Obama met with Abdullah, who was breathing with the aid of an oxygen tank, for two hours at Rawdat Khuraim, the king's private desert encampment about 90 northeast of the capital.

Despite the breathing assistance, White House officials said the king was fully engaged in a "vigorous" discussion and appeared to be in good spirits.

Obama's Marine One helicopter kicked up a blast of sand as he arrived. The president walked through a row of military guards to a lavish meeting room with gilded chairs, upholstered walls and jeweled chandeliers.

Obama and King Abdullah sat at the far end in armchairs next to each other, their translators behind them. Secretary of State John Kerry, U.S. Ambassador Joseph Westphal and National Security Adviser Susan Rice sat on couches to Obama's right.
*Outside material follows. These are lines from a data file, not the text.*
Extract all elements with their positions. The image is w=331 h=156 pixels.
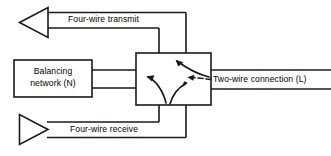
balancing-network-label-line2: network (N)	[30, 78, 76, 88]
receive-arrowhead-icon	[20, 115, 49, 145]
label-balancing-network: Balancing network (N)	[16, 66, 90, 89]
balancing-network-label-line1: Balancing	[34, 66, 73, 76]
hybrid-circuit-diagram: Four-wire transmit Four-wire receive Two…	[0, 0, 331, 156]
transmit-arrowhead-icon	[20, 8, 49, 38]
label-four-wire-receive: Four-wire receive	[70, 124, 138, 134]
balancing-network-leads	[92, 70, 136, 88]
label-four-wire-transmit: Four-wire transmit	[68, 14, 139, 24]
label-two-wire-connection: Two-wire connection (L)	[213, 74, 307, 84]
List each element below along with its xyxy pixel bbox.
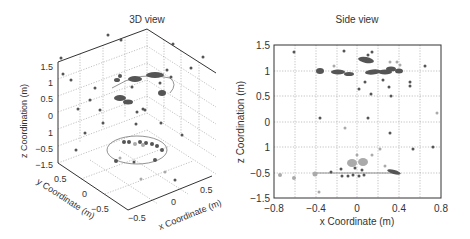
grid-side xyxy=(274,45,441,198)
chart-side-view: Side view xyxy=(235,14,448,227)
svg-text:0: 0 xyxy=(264,117,270,128)
svg-text:1.5: 1.5 xyxy=(256,40,270,51)
svg-text:−0.8: −0.8 xyxy=(264,203,284,214)
figure: 3D view xyxy=(0,0,470,239)
svg-text:0.5: 0.5 xyxy=(200,185,213,195)
svg-text:1: 1 xyxy=(264,142,270,153)
svg-text:0.5: 0.5 xyxy=(256,91,270,102)
svg-text:0.5: 0.5 xyxy=(54,174,67,184)
svg-text:1: 1 xyxy=(48,128,53,138)
title-3d: 3D view xyxy=(129,14,165,25)
grid-3d xyxy=(58,29,216,204)
x-axis-label-side: x Coordinate (m) xyxy=(320,216,394,227)
svg-text:0: 0 xyxy=(82,189,87,199)
svg-text:−0.5: −0.5 xyxy=(128,213,146,223)
svg-text:0: 0 xyxy=(48,111,53,121)
svg-text:1: 1 xyxy=(264,66,270,77)
svg-text:1: 1 xyxy=(48,78,53,88)
svg-text:1.5: 1.5 xyxy=(40,62,53,72)
svg-text:−1.5: −1.5 xyxy=(35,160,53,170)
x-ticks-side: −0.8 −0.4 0 0.4 0.8 xyxy=(264,203,448,214)
z-axis-label-3d: z Coordination (m) xyxy=(19,84,29,158)
axes-box-side xyxy=(274,45,441,198)
chart-3d-view: 3D view xyxy=(19,14,223,232)
points-3d-light xyxy=(119,142,167,181)
axes-box-3d xyxy=(58,29,216,210)
z-ticks-3d: 1.5 1 0.5 0 1 −0.5 −1.5 xyxy=(35,62,53,170)
points-side-light xyxy=(278,61,439,194)
svg-text:−0.4: −0.4 xyxy=(306,203,326,214)
points-3d xyxy=(60,34,205,182)
svg-text:0.5: 0.5 xyxy=(40,94,53,104)
z-ticks-side: 1.5 1 0.5 0 1 −0.5 −1.5 xyxy=(250,40,270,204)
svg-text:0.8: 0.8 xyxy=(434,203,448,214)
x-axis-label-3d: x Coordinate (m) xyxy=(157,197,223,231)
z-axis-label-side: z Coordination (m) xyxy=(235,81,246,163)
svg-text:0: 0 xyxy=(354,203,360,214)
svg-text:−0.5: −0.5 xyxy=(250,168,270,179)
svg-text:0.4: 0.4 xyxy=(392,203,406,214)
svg-text:−0.5: −0.5 xyxy=(35,144,53,154)
svg-text:0: 0 xyxy=(171,197,176,207)
title-side: Side view xyxy=(336,14,380,25)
An elaborate spread of sweets, including chocolates known as patchi, were on coffee tables in front of them.

Administration officials said Obama sought to reassure Abdullah – who doesn't trust Iran and is alarmed over the prospect of a U.S.-Iranian rapprochement – that the U.S. is determined to prevent the country from obtaining a nuclear weapon, but he has no illusions about Tehran.

"Even as we are pursuing the nuclear agreement with the Iranians, our concern about other Iranian behavior in the region _ its support for Assad, its support for Hezbollah, its destabilizing actions in Yemen and the Gulf _ that those concerns remain constant," Rhodes said. "We're not in any way negotiating those issues in the nuclear talks."

Obama will head back to Washington on Saturday after a weeklong trip that included meetings with European allies over the crisis in Ukraine.

But the highlight of the trip, Rhodes said, was Obama's 50-minute audience with Pope Francis at Vatican City.

"That sense of trying to help bring hope to the hopeless places I think was something that the president found very moving in his conversation with the pope," Rhodes said.